Old English frēosan, to freeze — past-participle of freeze. As a color modifier, frozen implies a pale-and-icy-and-solid quality, the pale color of Arctic-and-Antarctic deep-cold-snap fully-frozen-and-still atmospheric-and-landscape condition. Sits at the pale-and-cool end of the grid, parallel to glacial and icy in usage.

Constantinople
noun

Byzantine imperial capital (founded 324 CE as Nova Roma, fell 1453 CE) — and the regulatory home of the purpura monopoly, where Tyrian purple was a state-controlled imperial dye after Justinian I's edict (530 CE). Constantinople color refers to an Empress Theodora San Vitale mosaic robe: a saturated, slightly cool deep violet with the matte finish of multi-bath Tyrian shellfish dye on Byzantine silk.

Closest matches

The nearest named color in three reference sources, ranked by perceptual distance (ΔE76 in CIELAB). ΔE < 1 is imperceptible to most viewers; ΔE > 10 is clearly different. When two sources point to the same hex they’re merged into one tile; click any to open that color’s page.

Variations

Click any swatch to explore

Harmonies

Accessibility

Color-vision simulation

How this color appears to viewers with the four major color-vision-deficiency types. Computed via the Machado (2009) physiologically-based model. If a tile matches the original, the color reads the same to that viewer.

#c1b9d3
Original
#b4bdd4
Protanopia
#b6bdd2
Deuteranopia
#bebdc1
Tritanopia
#bdbdbd
Achromatopsia
WCAG contrast

The color used as foreground text against pure white and pure black, with the contrast ratio and WCAG 2.1 grade. Aim for AA (4.5:1) for body text and AA Large (3:1) for 18 pt+ headlines; AAA (7:1) is the gold standard for long-form reading surfaces.

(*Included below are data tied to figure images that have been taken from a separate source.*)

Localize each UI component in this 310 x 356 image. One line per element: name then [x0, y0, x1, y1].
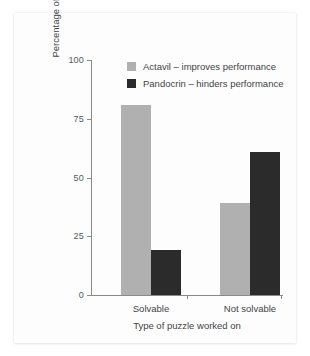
legend-label-pandocrin: Pandocrin – hinders performance: [143, 78, 283, 89]
bar-actavil-not-solvable: [220, 203, 250, 295]
x-tick-label-not-solvable: Not solvable: [224, 303, 276, 314]
x-tick-label-solvable: Solvable: [133, 303, 169, 314]
bar-pandocrin-solvable: [151, 250, 181, 295]
y-tick-label-100: 100: [68, 55, 84, 65]
x-axis-title: Type of puzzle worked on: [92, 320, 282, 331]
figure-panel: Percentage of subjects choosing each dru…: [14, 13, 296, 343]
bar-actavil-solvable: [121, 105, 151, 295]
y-axis-line: [91, 60, 92, 296]
legend-item-actavil: Actavil – improves performance: [127, 59, 283, 74]
legend-item-pandocrin: Pandocrin – hinders performance: [127, 76, 283, 91]
y-tick-label-0: 0: [79, 290, 84, 300]
legend-swatch-icon: [127, 79, 136, 88]
chart-figure: Percentage of subjects choosing each dru…: [0, 0, 310, 356]
x-axis-end-tick: [281, 295, 282, 299]
legend-label-actavil: Actavil – improves performance: [143, 61, 276, 72]
y-tick-label-50: 50: [74, 173, 84, 183]
y-tick-label-75: 75: [74, 114, 84, 124]
x-axis-separator-tick: [187, 295, 188, 299]
y-tick-label-25: 25: [74, 231, 84, 241]
bar-pandocrin-not-solvable: [250, 152, 280, 295]
chart-legend: Actavil – improves performance Pandocrin…: [127, 59, 283, 93]
y-axis-title: Percentage of subjects choosing each dru…: [50, 0, 62, 84]
legend-swatch-icon: [127, 62, 136, 71]
plot-area: 100 75 50 25 0: [92, 60, 282, 295]
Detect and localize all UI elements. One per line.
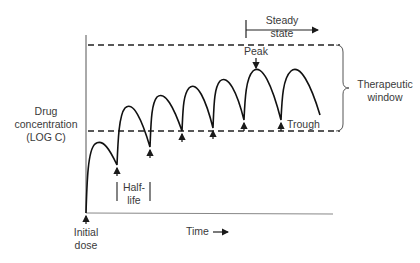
steady-state-line1: Steady [262,14,302,27]
therapeutic-line1: Therapeutic [352,78,418,91]
y-axis-label: Drug concentration (LOG C) [12,105,80,144]
steady-state-line2: state [262,27,302,40]
steady-state-label: Steady state [262,14,302,40]
initial-dose-label: Initial dose [66,226,106,252]
dose-arrows [86,123,281,224]
y-label-line2: concentration [12,118,80,131]
initial-dose-line1: Initial [66,226,106,239]
therapeutic-window-brace [336,45,349,131]
therapeutic-window-label: Therapeutic window [352,78,418,104]
y-label-line1: Drug [12,105,80,118]
therapeutic-line2: window [352,91,418,104]
half-life-line1: Half- [119,181,149,194]
half-life-line2: life [119,194,149,207]
peak-label: Peak [244,45,268,58]
trough-label: Trough [287,118,320,131]
initial-dose-line2: dose [66,239,106,252]
y-label-line3: (LOG C) [12,131,80,144]
time-label: Time [186,225,209,238]
half-life-label: Half- life [119,181,149,207]
x-axis [86,213,333,214]
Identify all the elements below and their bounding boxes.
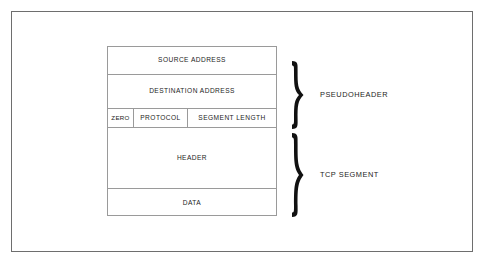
table-row-data: DATA [108, 189, 276, 217]
table-row-source-address: SOURCE ADDRESS [108, 47, 276, 75]
field-label-data: DATA [183, 200, 201, 207]
table-row-destination-address: DESTINATION ADDRESS [108, 75, 276, 109]
curly-brace-icon-tcp-segment [289, 132, 309, 218]
table-cell-protocol: PROTOCOL [134, 109, 188, 127]
table-cell-zero: ZERO [108, 109, 134, 127]
table-cell-segment-length: SEGMENT LENGTH [188, 109, 276, 127]
packet-structure-table: SOURCE ADDRESS DESTINATION ADDRESS ZERO … [107, 46, 277, 216]
table-row-header: HEADER [108, 128, 276, 189]
group-label-pseudoheader: PSEUDOHEADER [320, 91, 388, 98]
field-label-protocol: PROTOCOL [140, 115, 180, 122]
field-label-destination-address: DESTINATION ADDRESS [149, 88, 235, 95]
table-row-split: ZERO PROTOCOL SEGMENT LENGTH [108, 109, 276, 128]
field-label-zero: ZERO [111, 115, 129, 121]
field-label-segment-length: SEGMENT LENGTH [198, 115, 265, 122]
field-label-source-address: SOURCE ADDRESS [158, 57, 226, 64]
field-label-header: HEADER [177, 155, 207, 162]
group-label-tcp-segment: TCP SEGMENT [320, 171, 379, 178]
curly-brace-icon-pseudoheader [289, 60, 309, 130]
diagram-canvas: SOURCE ADDRESS DESTINATION ADDRESS ZERO … [0, 0, 485, 264]
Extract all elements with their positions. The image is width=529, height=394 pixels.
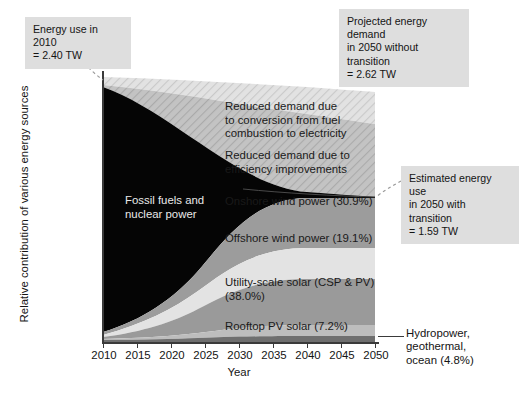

The quick brown foxSample body text at normal size. The wcag minimum for body contrast is 4.5:1 (AA) or 7:1 (AAA).
Failon White
1.88:1
The quick brown foxSample body text at normal size. The wcag minimum for body contrast is 4.5:1 (AA) or 7:1 (AAA).
AAAon Black
11.15:1

Wide gamut

Display P3 representation

The CSS Color 4 wide-gamut form of this color. Both swatches render the same color on every display — the P3 form only diverges from sRGB when a designer pushes channels outside sRGB's reach.

sRGB hex
sRGB hex
##C1B9D3
Display P3
Display P3
color(display-p3 0.7514 0.7266 0.8195)
Inside sRGBOKLCH chroma 0.037

This color sits well within the sRGB cube. P3 and sRGB share the gray axis and most desaturated tones, so a P3 display renders this identically to an sRGB display.